Men sit at the Doha Corniche backdropped by high buildings in Doha on March 3, 2025, during Ramadan. (AFP)
  • Qatar has hosted Hamas’s political office since 2012, with the blessing of the United States
  • “Claims that Qatari aid went to Hamas are entirely false and serve as evidence that the accusers are intent on prolonging the war”: Qatar’s International Media Office

DOHA: Qatar on Wednesday rebuffed what it said were “false accusations” by Israel’s domestic security agency attributing funds from the Gulf state to an increase in Hamas’s military strength before its unprecedented October 7 2023 attack.
“False accusations made by the Shin Bet security agency linking Qatari aid to the October 7 attack are yet another example of deflection driven by self-interest and self-preservation in Israeli politics,” Qatar’s International Media Office said in a statement.
The security agency published findings from an internal probe on Tuesday acknowledging its own failings in preventing the over-border attack from Gaza on southern Israel which sparked 15 months of war in the Palestinian territory.
The Shin Bet report also said “the influx of Qatari funds and their transfer to the military wing” was one of the “main reasons for the strengthening of Hamas that allowed it to launch the attack,” according to its executive summary.
“It is well known within Israel and internationally that all aid sent from Qatar to Gaza was transferred with the full knowledge, support, and supervision of the current and previous Israeli administrations and their security agencies — including the Shin Bet,” the Qatari statement said.

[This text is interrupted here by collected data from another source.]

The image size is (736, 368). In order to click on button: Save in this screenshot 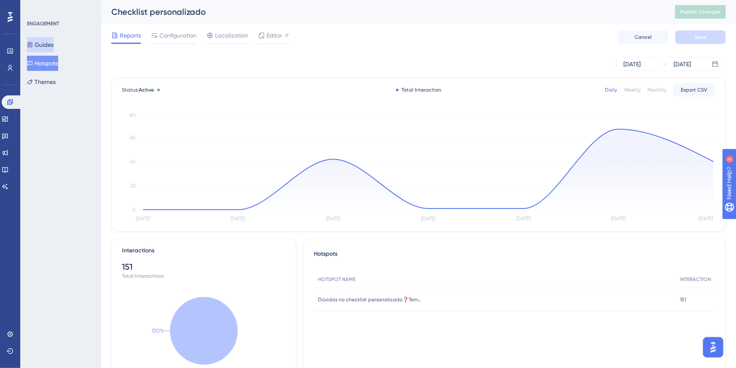, I will do `click(701, 37)`.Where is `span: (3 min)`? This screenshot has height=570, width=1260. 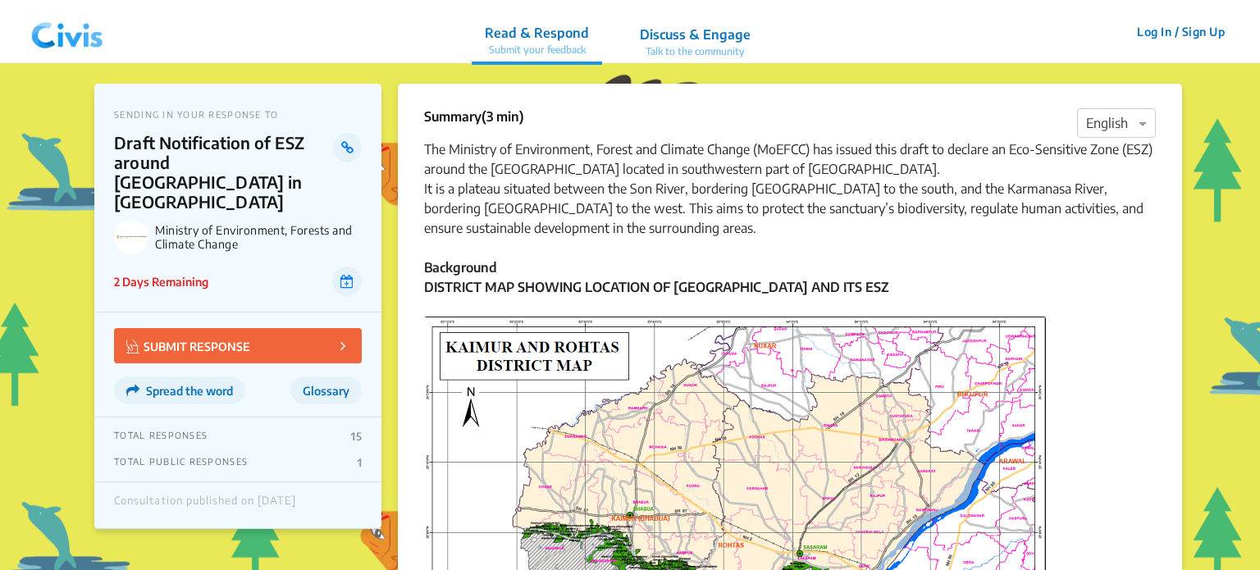 span: (3 min) is located at coordinates (503, 117).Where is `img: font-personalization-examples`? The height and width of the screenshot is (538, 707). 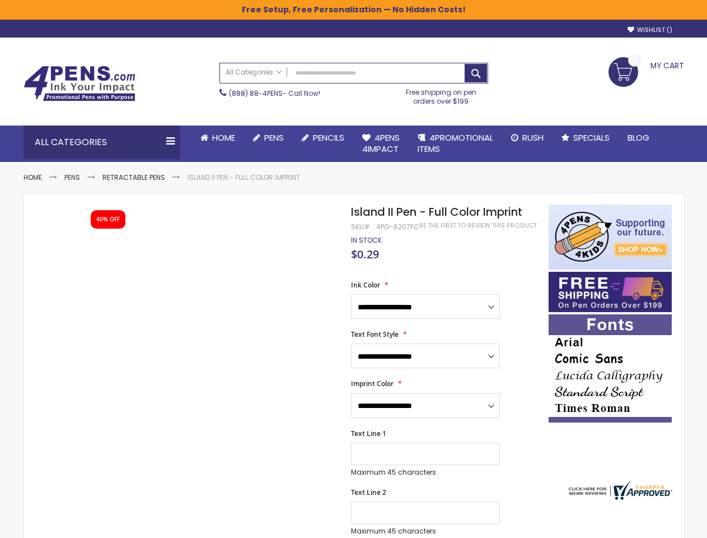 img: font-personalization-examples is located at coordinates (610, 368).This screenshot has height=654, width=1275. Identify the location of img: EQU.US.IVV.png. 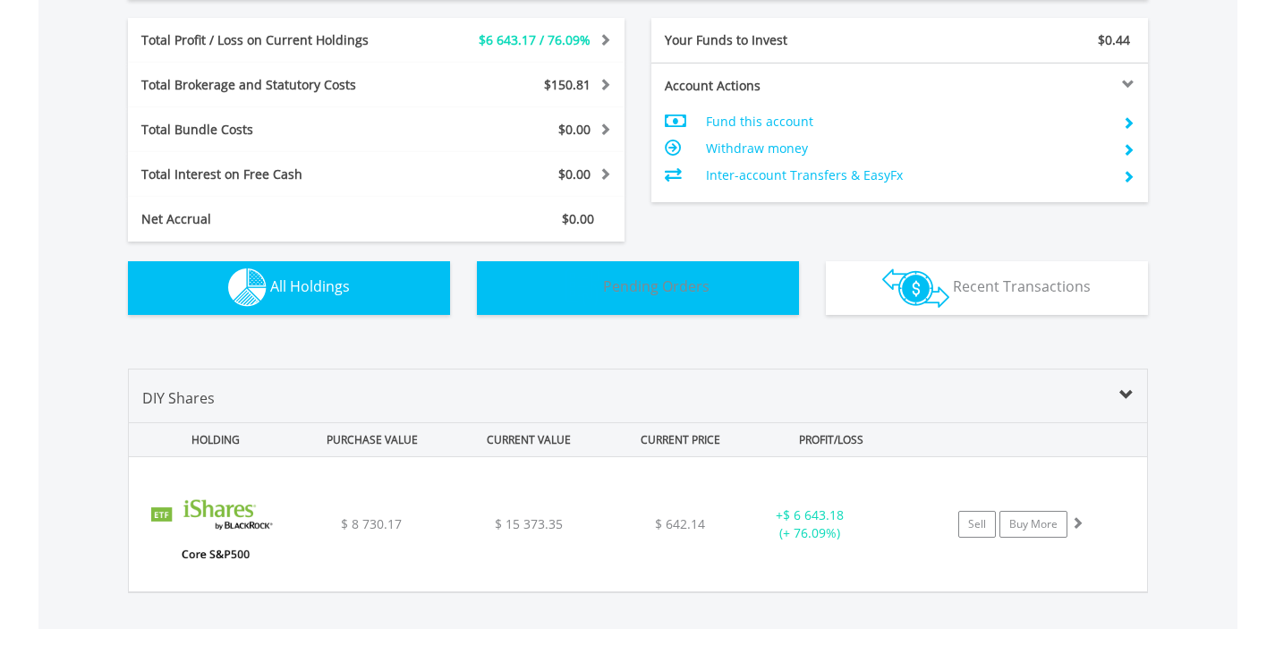
(215, 533).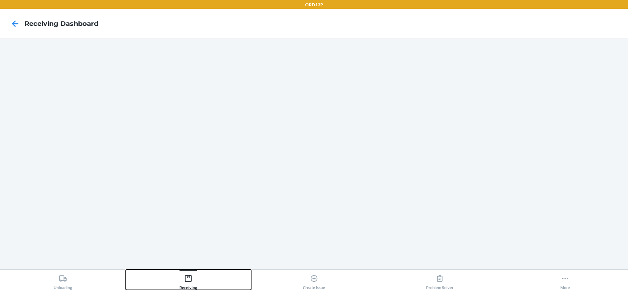 This screenshot has height=291, width=628. Describe the element at coordinates (61, 24) in the screenshot. I see `h4: Receiving dashboard` at that location.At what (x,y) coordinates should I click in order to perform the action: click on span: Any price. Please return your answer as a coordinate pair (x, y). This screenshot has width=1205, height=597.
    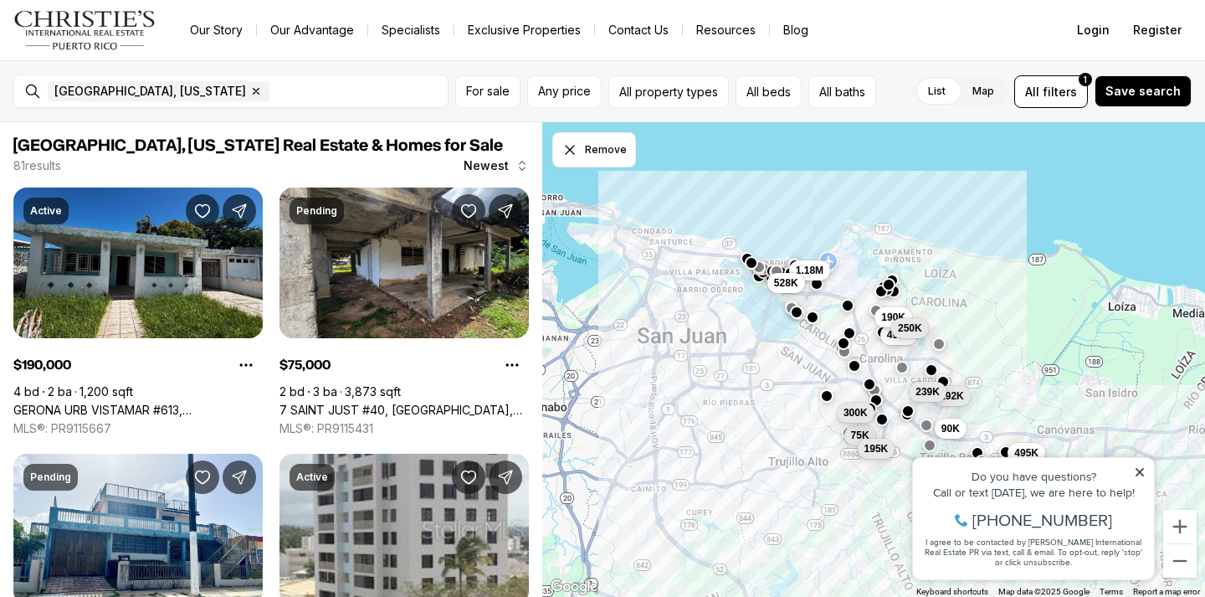
    Looking at the image, I should click on (564, 91).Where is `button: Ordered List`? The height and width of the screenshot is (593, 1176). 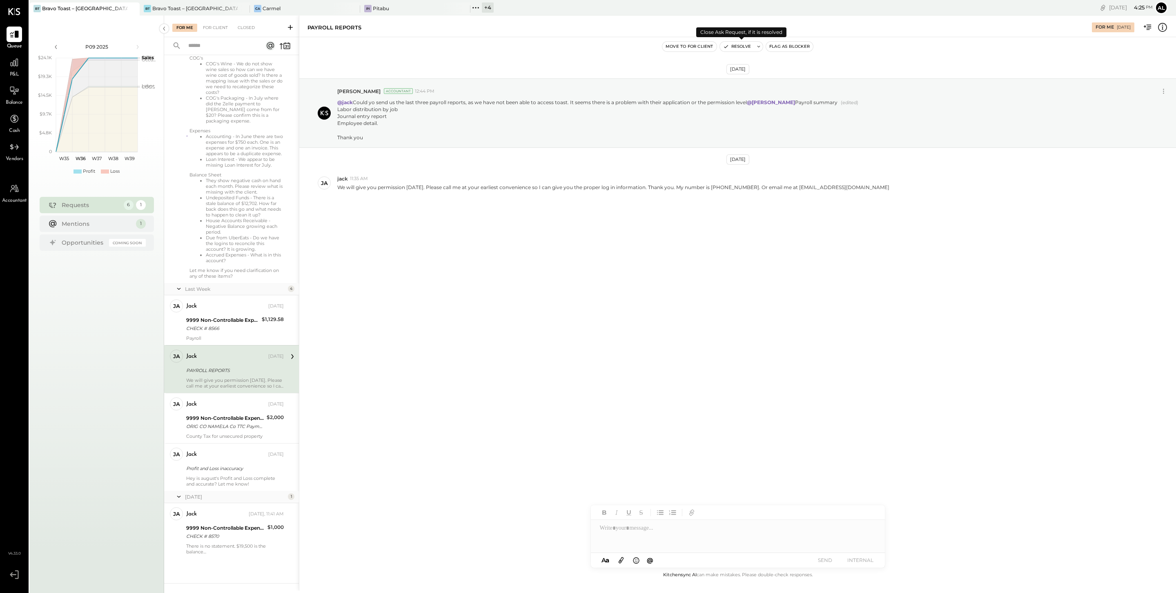 button: Ordered List is located at coordinates (673, 513).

“No aid has ever been delivered to Hamas’s political or military wing,” it added.
Qatar has hosted Hamas’s political office since 2012, with the blessing of the United States, but also fueling accusations that it supports the Palestinian militants, which Doha has always denied.
The gas-rich Gulf state played a key role in securing a fragile truce in Gaza, mediating between Hamas and Israel alongside the United States and Egypt.
Since the deal’s first phase ended at the weekend, after six weeks of relative calm that included exchanges of Israeli hostages for Palestinian prisoners, the parties have hit an impasse over the truce’s continuation.
“At this critical juncture, the Shin Bet and other Israeli security agencies should focus on saving the remaining hostages and finding a solution that ensures long-term regional security, rather than resorting to diversionary tactics,” the Qatari statement said.
“Claims that Qatari aid went to Hamas are entirely false and serve as evidence that the accusers are intent on prolonging the war,” it added.
Hamas’s October 7 attack on Israel resulted in the deaths of 1,218 people, most of them civilians, while Israel’s military retaliation in Gaza has killed at least 48,405 people, also mostly civilians, data from both sides show.